The Designated Safeguarding Lead, Multi-Agency Working and Professional Challenge

The designated safeguarding lead (sometimes called the named professional or local safeguarding contact) supports staff when concerns are complex, disputed or urgent. Level 3 practice includes recognising when to seek that advice early and how to add relevant clinical information.
Titles differ across UK settings, but the lead's role is consistent: advise on risk and thresholds, guide documentation and information sharing, and support escalation when needed.
Level 3 does not require you to manage the whole safeguarding system. It requires recognising when your clinical information matters and ensuring it reaches the right people.
Using the Safeguarding Lead Well
Seek safeguarding advice promptly when:
- the threshold is unclear but the concern feels significant
- the child may not be safe to leave without further action
- the history, presentation and family account do not fit
- information sharing or consent is becoming a barrier
- several services are involved and no one appears to hold the whole picture
Asking for advice early is an aspect of sound clinical judgement, not a sign of failure.
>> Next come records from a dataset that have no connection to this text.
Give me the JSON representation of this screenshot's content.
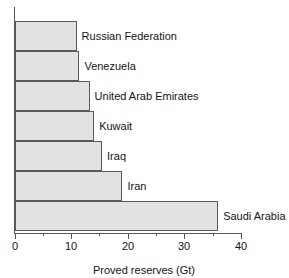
{
  "chart_data": {
    "type": "bar",
    "orientation": "horizontal",
    "title": "",
    "xlabel": "Proved reserves (Gt)",
    "ylabel": "",
    "xlim": [
      0,
      40
    ],
    "xticks": [
      0,
      10,
      20,
      30,
      40
    ],
    "xtick_labels": [
      "0",
      "10",
      "20",
      "30",
      "40"
    ],
    "minor_xticks": [
      5,
      15,
      25,
      35
    ],
    "grid": false,
    "legend": null,
    "bar_fill_color": "#e2e2e2",
    "bar_edge_color": "#5a5a5a",
    "axis_color": "#555555",
    "background_color": "#ffffff",
    "categories": [
      "Russian Federation",
      "Venezuela",
      "United Arab Emirates",
      "Kuwait",
      "Iraq",
      "Iran",
      "Saudi Arabia"
    ],
    "values": [
      10.7,
      11.2,
      13.0,
      13.8,
      15.2,
      18.8,
      35.7
    ],
    "bars": [
      {
        "label": "Russian Federation",
        "value": 10.7
      },
      {
        "label": "Venezuela",
        "value": 11.2
      },
      {
        "label": "United Arab Emirates",
        "value": 13.0
      },
      {
        "label": "Kuwait",
        "value": 13.8
      },
      {
        "label": "Iraq",
        "value": 15.2
      },
      {
        "label": "Iran",
        "value": 18.8
      },
      {
        "label": "Saudi Arabia",
        "value": 35.7
      }
    ]
  }
}
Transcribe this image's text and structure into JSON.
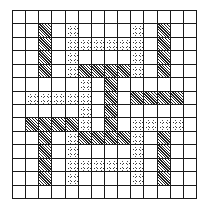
{
  "diagram": {
    "type": "grid-pattern",
    "rows": 14,
    "columns": 14,
    "legend": {
      "H": "hatched",
      "D": "dotted",
      ".": "empty"
    },
    "colors": {
      "line": "#1a1a1a",
      "background": "#ffffff",
      "hatch": "#222222",
      "dot": "#444444"
    },
    "cells": [
      "..............",
      "..H.D....D.H..",
      "..H.DDDDDD.H..",
      "..H.D....D.H..",
      "..H.DHHHHD.H..",
      ".....D.H......",
      ".DDDDD.H.HHHH.",
      ".....D.H......",
      ".HHHHD.H.DDDD.",
      "..H.DHHHHD.H..",
      "..H.D....D.H..",
      "..H.DDDDDD.H..",
      "..H.D....D.H..",
      ".............."
    ]
  }
}
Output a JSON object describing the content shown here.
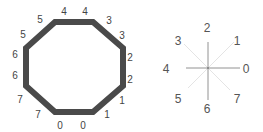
{
  "octagon": {
    "stroke_color": "#4a4a4a",
    "edge_labels": [
      {
        "text": "4",
        "x": 64,
        "y": 15
      },
      {
        "text": "4",
        "x": 85,
        "y": 15
      },
      {
        "text": "3",
        "x": 109,
        "y": 24
      },
      {
        "text": "3",
        "x": 122,
        "y": 39
      },
      {
        "text": "2",
        "x": 130,
        "y": 61
      },
      {
        "text": "2",
        "x": 130,
        "y": 83
      },
      {
        "text": "1",
        "x": 122,
        "y": 104
      },
      {
        "text": "1",
        "x": 107,
        "y": 118
      },
      {
        "text": "0",
        "x": 60,
        "y": 129
      },
      {
        "text": "0",
        "x": 83,
        "y": 129
      },
      {
        "text": "7",
        "x": 38,
        "y": 118
      },
      {
        "text": "7",
        "x": 20,
        "y": 103
      },
      {
        "text": "6",
        "x": 15,
        "y": 79
      },
      {
        "text": "6",
        "x": 15,
        "y": 58
      },
      {
        "text": "5",
        "x": 23,
        "y": 38
      },
      {
        "text": "5",
        "x": 40,
        "y": 23
      }
    ]
  },
  "star": {
    "directions": [
      {
        "text": "0",
        "x": 246,
        "y": 73
      },
      {
        "text": "1",
        "x": 237,
        "y": 45
      },
      {
        "text": "2",
        "x": 207,
        "y": 32
      },
      {
        "text": "3",
        "x": 178,
        "y": 45
      },
      {
        "text": "4",
        "x": 166,
        "y": 73
      },
      {
        "text": "5",
        "x": 178,
        "y": 103
      },
      {
        "text": "6",
        "x": 207,
        "y": 113
      },
      {
        "text": "7",
        "x": 237,
        "y": 103
      }
    ]
  }
}
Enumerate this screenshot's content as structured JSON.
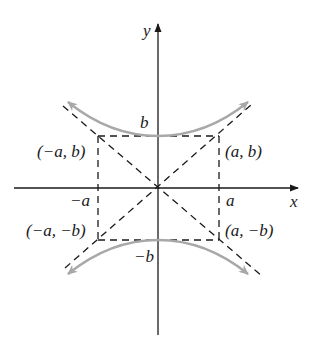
{
  "diagram": {
    "axes": {
      "x_label": "x",
      "y_label": "y"
    },
    "tick_labels": {
      "pos_a": "a",
      "neg_a": "−a",
      "pos_b": "b",
      "neg_b": "−b"
    },
    "corner_labels": {
      "top_left": "(−a, b)",
      "top_right": "(a, b)",
      "bottom_left": "(−a, −b)",
      "bottom_right": "(a, −b)"
    },
    "colors": {
      "axis": "#1a1a1a",
      "dashed": "#1a1a1a",
      "curve": "#a8a8a8",
      "background": "#ffffff"
    }
  }
}
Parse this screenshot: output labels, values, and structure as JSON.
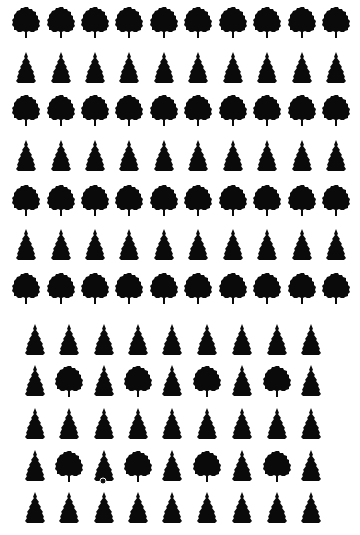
{
  "colors": {
    "tree": "#0a0a0a",
    "background": "#ffffff"
  },
  "icons": {
    "deciduous": "deciduous-tree-icon",
    "conifer": "conifer-tree-icon"
  },
  "top_grid": {
    "columns_x": [
      26,
      61,
      95,
      129,
      164,
      198,
      233,
      267,
      302,
      336
    ],
    "rows": [
      {
        "y": 22,
        "pattern": [
          "D",
          "D",
          "D",
          "D",
          "D",
          "D",
          "D",
          "D",
          "D",
          "D"
        ]
      },
      {
        "y": 68,
        "pattern": [
          "C",
          "C",
          "C",
          "C",
          "C",
          "C",
          "C",
          "C",
          "C",
          "C"
        ]
      },
      {
        "y": 110,
        "pattern": [
          "D",
          "D",
          "D",
          "D",
          "D",
          "D",
          "D",
          "D",
          "D",
          "D"
        ]
      },
      {
        "y": 156,
        "pattern": [
          "C",
          "C",
          "C",
          "C",
          "C",
          "C",
          "C",
          "C",
          "C",
          "C"
        ]
      },
      {
        "y": 200,
        "pattern": [
          "D",
          "D",
          "D",
          "D",
          "D",
          "D",
          "D",
          "D",
          "D",
          "D"
        ]
      },
      {
        "y": 245,
        "pattern": [
          "C",
          "C",
          "C",
          "C",
          "C",
          "C",
          "C",
          "C",
          "C",
          "C"
        ]
      },
      {
        "y": 288,
        "pattern": [
          "D",
          "D",
          "D",
          "D",
          "D",
          "D",
          "D",
          "D",
          "D",
          "D"
        ]
      }
    ]
  },
  "bottom_grid": {
    "columns_x": [
      35,
      69,
      104,
      138,
      172,
      207,
      242,
      277,
      311
    ],
    "rows": [
      {
        "y": 340,
        "pattern": [
          "C",
          "C",
          "C",
          "C",
          "C",
          "C",
          "C",
          "C",
          "C"
        ]
      },
      {
        "y": 381,
        "pattern": [
          "C",
          "D",
          "C",
          "D",
          "C",
          "D",
          "C",
          "D",
          "C"
        ]
      },
      {
        "y": 424,
        "pattern": [
          "C",
          "C",
          "C",
          "C",
          "C",
          "C",
          "C",
          "C",
          "C"
        ]
      },
      {
        "y": 466,
        "pattern": [
          "C",
          "D",
          "C",
          "D",
          "C",
          "D",
          "C",
          "D",
          "C"
        ]
      },
      {
        "y": 508,
        "pattern": [
          "C",
          "C",
          "C",
          "C",
          "C",
          "C",
          "C",
          "C",
          "C"
        ]
      }
    ]
  },
  "marker": {
    "x": 103,
    "y": 481,
    "label": "target-marker"
  }
}
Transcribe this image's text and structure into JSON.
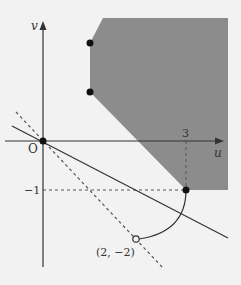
{
  "figure": {
    "background": "#f2f2f2",
    "region_color": "#8c8c8c",
    "line_color": "#333333",
    "axes": {
      "x_label": "u",
      "y_label": "v",
      "origin_label": "O",
      "tick_x_label": "3",
      "tick_y_label": "−1"
    },
    "points": {
      "closed_1_label": "",
      "open_point_label": "(2, −2)"
    }
  }
}
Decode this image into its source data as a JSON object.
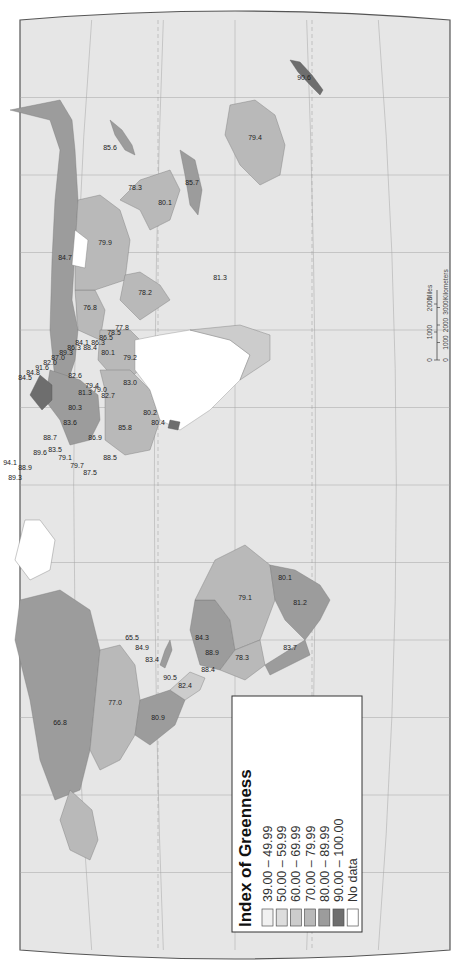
{
  "map": {
    "title": "Index of Greenness",
    "orientation": "rotated 90 degrees clockwise",
    "ocean_color": "#e6e6e6",
    "outline_color": "#555555",
    "graticule_color": "#9a9a9a"
  },
  "legend": {
    "title": "Index of Greenness",
    "classes": [
      {
        "label": "39.00 – 49.99",
        "color": "#f1f1f1"
      },
      {
        "label": "50.00 – 59.99",
        "color": "#dddddd"
      },
      {
        "label": "60.00 – 69.99",
        "color": "#cccccc"
      },
      {
        "label": "70.00 – 79.99",
        "color": "#b9b9b9"
      },
      {
        "label": "80.00 – 89.99",
        "color": "#9c9c9c"
      },
      {
        "label": "90.00 – 100.00",
        "color": "#6e6e6e"
      },
      {
        "label": "No data",
        "color": "#ffffff"
      }
    ]
  },
  "scale_bar": {
    "miles_ticks": [
      "0",
      "1000",
      "2000"
    ],
    "miles_unit": "Miles",
    "km_ticks": [
      "0",
      "1000",
      "2000",
      "3000"
    ],
    "km_unit": "Kilometers"
  },
  "regions": [
    {
      "name": "Canada",
      "value": "66.8",
      "class": 2
    },
    {
      "name": "United States",
      "value": "77.0",
      "class": 3
    },
    {
      "name": "Mexico",
      "value": "80.9",
      "class": 4
    },
    {
      "name": "Central America A",
      "value": "82.4",
      "class": 4
    },
    {
      "name": "Central America B",
      "value": "90.5",
      "class": 5
    },
    {
      "name": "Caribbean A",
      "value": "83.4",
      "class": 4
    },
    {
      "name": "Caribbean B",
      "value": "84.9",
      "class": 4
    },
    {
      "name": "Caribbean C",
      "value": "65.5",
      "class": 2
    },
    {
      "name": "Venezuela",
      "value": "84.3",
      "class": 4
    },
    {
      "name": "Colombia",
      "value": "88.9",
      "class": 4
    },
    {
      "name": "Ecuador",
      "value": "88.4",
      "class": 4
    },
    {
      "name": "Peru",
      "value": "78.3",
      "class": 3
    },
    {
      "name": "Brazil",
      "value": "79.1",
      "class": 3
    },
    {
      "name": "Uruguay",
      "value": "80.1",
      "class": 4
    },
    {
      "name": "Argentina",
      "value": "81.2",
      "class": 4
    },
    {
      "name": "Chile",
      "value": "83.7",
      "class": 4
    },
    {
      "name": "Russia",
      "value": "84.7",
      "class": 4
    },
    {
      "name": "Kazakhstan",
      "value": "76.8",
      "class": 3
    },
    {
      "name": "China",
      "value": "79.9",
      "class": 3
    },
    {
      "name": "India",
      "value": "78.2",
      "class": 3
    },
    {
      "name": "South Korea",
      "value": "78.3",
      "class": 3
    },
    {
      "name": "Japan",
      "value": "85.6",
      "class": 4
    },
    {
      "name": "Philippines",
      "value": "80.1",
      "class": 4
    },
    {
      "name": "Indonesia",
      "value": "85.7",
      "class": 4
    },
    {
      "name": "Australia",
      "value": "79.4",
      "class": 3
    },
    {
      "name": "New Zealand",
      "value": "90.6",
      "class": 5
    },
    {
      "name": "Mauritius",
      "value": "81.3",
      "class": 4
    },
    {
      "name": "Ghana",
      "value": "80.4",
      "class": 4
    },
    {
      "name": "Egypt",
      "value": "83.0",
      "class": 4
    },
    {
      "name": "Algeria",
      "value": "85.8",
      "class": 4
    },
    {
      "name": "Morocco",
      "value": "88.5",
      "class": 4
    },
    {
      "name": "Nigeria",
      "value": "80.2",
      "class": 4
    },
    {
      "name": "Saudi Arabia",
      "value": "79.2",
      "class": 3
    },
    {
      "name": "Iran",
      "value": "80.1",
      "class": 4
    },
    {
      "name": "Turkey",
      "value": "81.3",
      "class": 4
    },
    {
      "name": "Portugal",
      "value": "87.5",
      "class": 4
    },
    {
      "name": "Spain",
      "value": "79.7",
      "class": 3
    },
    {
      "name": "Italy",
      "value": "79.1",
      "class": 3
    },
    {
      "name": "Greece",
      "value": "83.5",
      "class": 4
    },
    {
      "name": "France",
      "value": "89.6",
      "class": 4
    },
    {
      "name": "United Kingdom",
      "value": "88.9",
      "class": 4
    },
    {
      "name": "Ireland",
      "value": "89.3",
      "class": 4
    },
    {
      "name": "Iceland",
      "value": "94.1",
      "class": 5
    },
    {
      "name": "Germany",
      "value": "88.7",
      "class": 4
    },
    {
      "name": "Poland",
      "value": "83.6",
      "class": 4
    },
    {
      "name": "Ukraine",
      "value": "80.3",
      "class": 4
    },
    {
      "name": "Israel",
      "value": "86.9",
      "class": 4
    },
    {
      "name": "Norway",
      "value": "84.5",
      "class": 4
    },
    {
      "name": "Sweden",
      "value": "84.8",
      "class": 4
    },
    {
      "name": "Finland",
      "value": "91.6",
      "class": 5
    },
    {
      "name": "Denmark",
      "value": "82.0",
      "class": 4
    },
    {
      "name": "Netherlands",
      "value": "87.0",
      "class": 4
    },
    {
      "name": "Belgium",
      "value": "89.3",
      "class": 4
    },
    {
      "name": "Austria",
      "value": "86.3",
      "class": 4
    },
    {
      "name": "Switzerland",
      "value": "84.1",
      "class": 4
    },
    {
      "name": "Czech Republic",
      "value": "88.4",
      "class": 4
    },
    {
      "name": "Slovakia",
      "value": "86.3",
      "class": 4
    },
    {
      "name": "Hungary",
      "value": "86.5",
      "class": 4
    },
    {
      "name": "Romania",
      "value": "78.5",
      "class": 3
    },
    {
      "name": "Bulgaria",
      "value": "77.8",
      "class": 3
    },
    {
      "name": "Belarus",
      "value": "82.6",
      "class": 4
    },
    {
      "name": "Caucasus A",
      "value": "79.4",
      "class": 3
    },
    {
      "name": "Caucasus B",
      "value": "79.0",
      "class": 3
    },
    {
      "name": "Caucasus C",
      "value": "82.7",
      "class": 4
    }
  ]
}
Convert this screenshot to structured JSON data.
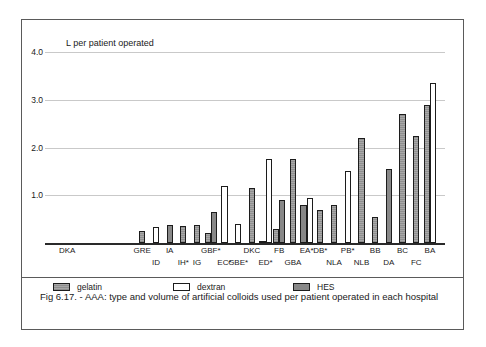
{
  "figure": {
    "caption": "Fig 6.17. - AAA: type and volume of artificial colloids used per patient operated in each hospital",
    "empty_group_label": "DKA"
  },
  "legend": {
    "items": [
      {
        "label": "gelatin",
        "key": "gelatin",
        "color": "#a8a8a8"
      },
      {
        "label": "dextran",
        "key": "dextran",
        "color": "#ffffff"
      },
      {
        "label": "HES",
        "key": "hes",
        "color": "#888888"
      }
    ]
  },
  "chart_data": {
    "type": "bar",
    "title": "",
    "subtitle": "",
    "ylabel": "L  per patient operated",
    "xlabel": "",
    "ylim": [
      0,
      4.0
    ],
    "yticks": [
      "1.0",
      "2.0",
      "3.0",
      "4.0"
    ],
    "ytick_values": [
      1.0,
      2.0,
      3.0,
      4.0
    ],
    "grid": true,
    "legend_position": "below-axis",
    "categories": [
      "GRE",
      "ID",
      "IA",
      "IH*",
      "IG",
      "GBF*",
      "EC*",
      "GBE*",
      "DKC",
      "ED*",
      "FB",
      "GBA",
      "EA*",
      "DB*",
      "NLA",
      "PB*",
      "NLB",
      "BB",
      "DA",
      "BC",
      "FC",
      "BA"
    ],
    "series": [
      {
        "name": "gelatin",
        "values": [
          0.25,
          0.0,
          0.0,
          0.35,
          0.38,
          0.2,
          0.0,
          0.0,
          1.15,
          0.05,
          0.3,
          1.75,
          0.0,
          0.7,
          0.8,
          0.0,
          2.2,
          0.55,
          0.0,
          2.7,
          2.25,
          2.9
        ]
      },
      {
        "name": "dextran",
        "values": [
          0.0,
          0.33,
          0.0,
          0.0,
          0.0,
          0.0,
          1.2,
          0.4,
          0.0,
          1.75,
          0.0,
          0.0,
          0.95,
          0.0,
          0.0,
          1.5,
          0.0,
          0.0,
          0.0,
          0.0,
          0.0,
          3.35
        ]
      },
      {
        "name": "HES",
        "values": [
          0.0,
          0.0,
          0.37,
          0.0,
          0.0,
          0.65,
          0.0,
          0.0,
          0.0,
          0.0,
          0.9,
          0.0,
          0.8,
          0.0,
          0.0,
          0.0,
          0.0,
          0.0,
          1.55,
          0.0,
          0.0,
          0.0
        ]
      }
    ],
    "bars": [
      {
        "category": "GRE",
        "series": "gelatin",
        "value": 0.25
      },
      {
        "category": "ID",
        "series": "dextran",
        "value": 0.33
      },
      {
        "category": "IA",
        "series": "HES",
        "value": 0.37
      },
      {
        "category": "IH*",
        "series": "gelatin",
        "value": 0.35
      },
      {
        "category": "IG",
        "series": "gelatin",
        "value": 0.38
      },
      {
        "category": "GBF*",
        "series": "gelatin",
        "value": 0.2
      },
      {
        "category": "GBF*",
        "series": "HES",
        "value": 0.65
      },
      {
        "category": "EC*",
        "series": "dextran",
        "value": 1.2
      },
      {
        "category": "DKC",
        "series": "gelatin",
        "value": 1.15
      },
      {
        "category": "GBE*",
        "series": "dextran",
        "value": 0.4
      },
      {
        "category": "ED*",
        "series": "gelatin",
        "value": 0.05
      },
      {
        "category": "ED*",
        "series": "dextran",
        "value": 1.75
      },
      {
        "category": "FB",
        "series": "gelatin",
        "value": 0.3
      },
      {
        "category": "FB",
        "series": "HES",
        "value": 0.9
      },
      {
        "category": "GBA",
        "series": "gelatin",
        "value": 1.75
      },
      {
        "category": "EA*",
        "series": "HES",
        "value": 0.8
      },
      {
        "category": "EA*",
        "series": "dextran",
        "value": 0.95
      },
      {
        "category": "DB*",
        "series": "gelatin",
        "value": 0.7
      },
      {
        "category": "NLA",
        "series": "gelatin",
        "value": 0.8
      },
      {
        "category": "PB*",
        "series": "dextran",
        "value": 1.5
      },
      {
        "category": "NLB",
        "series": "gelatin",
        "value": 2.2
      },
      {
        "category": "BB",
        "series": "gelatin",
        "value": 0.55
      },
      {
        "category": "DA",
        "series": "HES",
        "value": 1.55
      },
      {
        "category": "BC",
        "series": "gelatin",
        "value": 2.7
      },
      {
        "category": "FC",
        "series": "gelatin",
        "value": 2.25
      },
      {
        "category": "BA",
        "series": "gelatin",
        "value": 2.9
      },
      {
        "category": "BA",
        "series": "dextran",
        "value": 3.35
      }
    ],
    "xtick_rows": [
      {
        "row": 0,
        "labels": [
          "GRE",
          "IA",
          "GBF*",
          "DKC",
          "FB",
          "EA*",
          "DB*",
          "PB*",
          "BB",
          "BC",
          "BA"
        ]
      },
      {
        "row": 1,
        "labels": [
          "ID",
          "IH*",
          "IG",
          "EC*",
          "GBE*",
          "ED*",
          "GBA",
          "NLA",
          "NLB",
          "DA",
          "FC"
        ]
      }
    ]
  }
}
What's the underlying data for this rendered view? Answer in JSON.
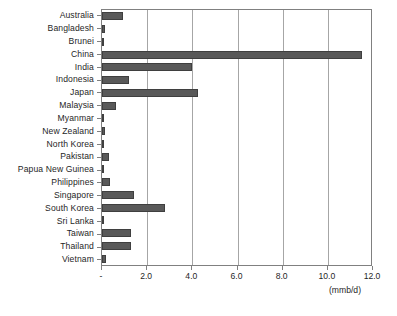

Multi-Agency Working and Professional Challenge
Children's safeguarding usually involves more than one service. Your contribution will often be medicine-related evidence: repeated late collections, missed follow-up, unsafe discharge, poor supervision, or a child whose voice is being ignored.
Professional challenge is required when concerns are downplayed or closed too quickly. State clearly what you observed, why you remain concerned and what further action you think is needed. If the response is still insufficient, follow your organisation's escalation route.
Level 3 safeguarding practice includes not only raising concerns, but staying engaged until the concern has reached the right person and the response is proportionate to the risk.